Lazarus advanced in the midst of his men, laying down the rules of engagement.
"That's why we're not going to call AMD tomorrow morning. We are not going to launch mass production blindly. I ordered our Taiwanese foundry to produce only a pre-series of five hundred V-1000 chips. With these five hundred chips, we are going to assemble here in Ivry five hundred prototypes of the Volta personal computer. »
He pointed to the whole room.
"These machines will not be sold. They will be distributed. Over to you. To the factory administration. To the engineers of the DGA. We are going to launch a full-scale test phase. A dogfooding of absolute violence. In the coming months, you will use these prototypes to work, to code, to write. You're going to torture architecture. You'll saturate the cache memory of the throttled chip to see how the kernel reacts. »
The CEO clapped his hands, a popping sound that startled a few coders.
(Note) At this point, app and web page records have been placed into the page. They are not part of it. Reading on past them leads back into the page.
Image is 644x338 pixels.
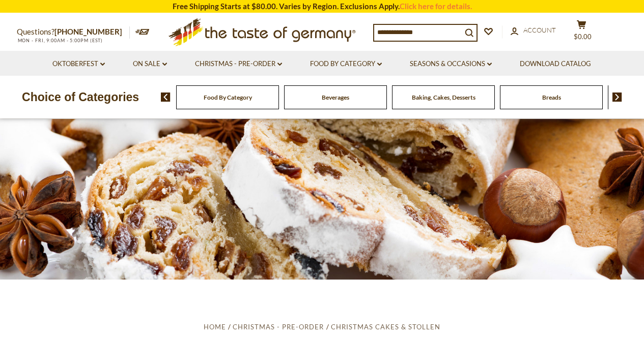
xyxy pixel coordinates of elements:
a: Breads [542,94,561,101]
img: previous arrow [161,93,171,102]
a: Beverages [322,94,350,101]
span: $0.00 [574,33,592,41]
span: MON - FRI, 9:00AM - 5:00PM (EST) [17,38,103,43]
img: next arrow [612,93,622,102]
button: $0.00 [567,20,597,46]
span: Account [523,26,556,34]
a: Food By Category [204,94,252,101]
a: Account [511,25,556,36]
p: Questions? [17,26,130,39]
a: Oktoberfest [52,58,105,70]
a: Seasons & Occasions [410,58,492,70]
a: Home [204,323,226,331]
a: Christmas Cakes & Stollen [331,323,441,331]
a: On Sale [133,58,167,70]
a: Click here for details. [400,2,472,11]
a: Baking, Cakes, Desserts [412,94,476,101]
a: [PHONE_NUMBER] [54,27,122,36]
a: Christmas - PRE-ORDER [233,323,324,331]
a: Download Catalog [520,58,591,70]
a: Christmas - PRE-ORDER [195,58,282,70]
a: Food By Category [310,58,382,70]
"I want a systematic hunt for memory leaks. If Word opens in more than a second, you rewrite the allocation algorithm. If the Excel-related chart stutters during refresh, you rethink the software data bus. The interface must become an extension of the user's nervous system. It must be organic. Infallible. »
Lazarus walked towards the door of the Bunker, turning around one last time before passing through the secure airlock.
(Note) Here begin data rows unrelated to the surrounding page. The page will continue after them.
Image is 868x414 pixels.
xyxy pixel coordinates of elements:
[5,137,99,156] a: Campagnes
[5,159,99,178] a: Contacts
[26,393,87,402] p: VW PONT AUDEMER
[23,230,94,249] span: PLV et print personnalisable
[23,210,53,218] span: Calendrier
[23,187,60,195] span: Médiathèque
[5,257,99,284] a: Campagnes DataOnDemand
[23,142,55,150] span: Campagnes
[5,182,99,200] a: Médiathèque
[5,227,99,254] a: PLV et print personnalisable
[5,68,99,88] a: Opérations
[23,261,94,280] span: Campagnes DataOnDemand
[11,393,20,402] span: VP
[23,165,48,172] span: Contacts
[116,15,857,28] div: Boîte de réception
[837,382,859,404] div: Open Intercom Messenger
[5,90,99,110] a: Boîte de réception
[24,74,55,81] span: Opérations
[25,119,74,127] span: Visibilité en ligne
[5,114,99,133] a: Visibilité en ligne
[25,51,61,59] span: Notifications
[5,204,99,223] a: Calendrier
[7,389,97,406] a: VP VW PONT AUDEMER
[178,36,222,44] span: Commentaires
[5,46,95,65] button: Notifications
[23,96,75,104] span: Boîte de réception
"The revolution will not come from Silicon Valley, gentlemen. She was born here, in this cellar in Ivry-sur-Seine. Optimize your code. When these five hundred machines run with the perfection of a Swiss atomic clock, I will pick up my phone and call California. And that day... We will sign the death warrant for our competitors. At work. »
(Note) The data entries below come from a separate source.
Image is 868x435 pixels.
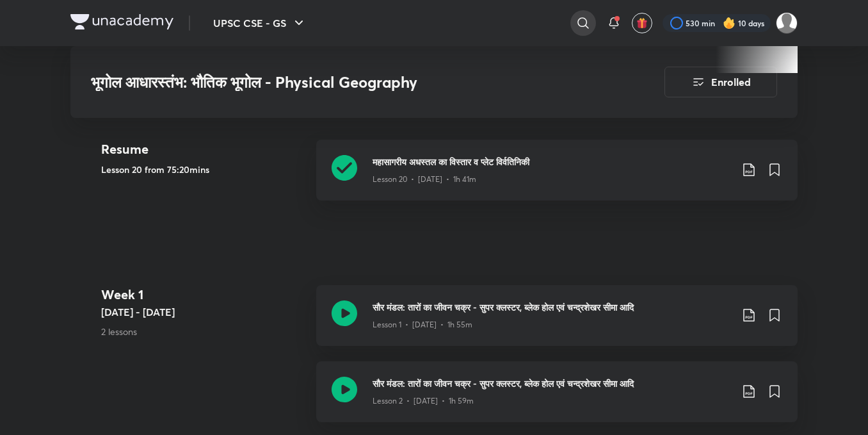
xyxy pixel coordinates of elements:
[373,395,474,407] p: Lesson 2 • [DATE] • 1h 59m
[101,325,306,338] p: 2 lessons
[665,67,778,97] button: Enrolled
[776,12,798,34] img: Komal
[101,163,306,176] h5: Lesson 20 from 75:20mins
[70,14,173,33] a: Company Logo
[91,73,592,92] h3: भूगोल आधारस्‍तंभ: भौतिक भूगोल - Physical Geography
[101,285,306,304] h4: Week 1
[317,285,798,361] a: सौर मंडल: तारों का जीवन चक्र - सुपर क्‍लस्‍टर, ब्‍लेक होल एवं चन्‍द्रशेखर सीमा आदिLesson 1 • [DAT...
[373,377,731,390] h3: सौर मंडल: तारों का जीवन चक्र - सुपर क्‍लस्‍टर, ब्‍लेक होल एवं चन्‍द्रशेखर सीमा आदि
[205,10,315,36] button: UPSC CSE - GS
[632,13,653,33] button: avatar
[373,300,731,314] h3: सौर मंडल: तारों का जीवन चक्र - सुपर क्‍लस्‍टर, ब्‍लेक होल एवं चन्‍द्रशेखर सीमा आदि
[373,155,731,169] h3: महासागरीय अधस्‍तल का विस्‍तार व प्‍लेट विर्वतिनिकी
[373,319,472,331] p: Lesson 1 • [DATE] • 1h 55m
[101,304,306,319] h5: [DATE] - [DATE]
[373,173,476,185] p: Lesson 20 • [DATE] • 1h 41m
[723,17,735,29] img: streak
[636,17,648,29] img: avatar
[70,14,173,29] img: Company Logo
[317,140,798,215] a: महासागरीय अधस्‍तल का विस्‍तार व प्‍लेट विर्वतिनिकीLesson 20 • [DATE] • 1h 41m
[101,140,306,159] h4: Resume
The heavy fire door closed with a pneumatic whistle.
Silence reigned for a few seconds in the open space. The weight of responsibility, the titanic scale of the project and the terrifying vision of victory were mixed in the minds of the engineers. They had just understood that they were no longer just employees of a successful French technology company. They were the soldiers of an invisible invading army.
Karim Belkacem took a deep breath. He cracked the knuckles of his fingers, sat down in front of his UNIX terminal, and opened the command-line text editor.
"You heard it," Karim said to the crowd, his voice charged with a new adrenaline. "No more playing with the military. Clear the cache of your endpoints. Open new repositories. We're going to code a word processor that will make Bill Gates cry. »
In an ensemble movement that was almost like military choreography, the twenty mechanical keyboards of the Bunker began to rattle frantically again. The green and amber code lines began to scroll across the cathode ray screens at breakneck speed.
Unaware that on the other side of the Atlantic, the American government had just decided to steal their architecture to save Intel, Volta's engineers blindly forged the replica. A purely software replica, undetectable by the CIA's spy satellites, but endowed with such destructive power that no Pentagon subsidy could ever stop it.
The Volta personal computer had just entered its final gestation phase. The war for the future of digital humanity was accelerating, and the countdown to the first major civil clash was officially on.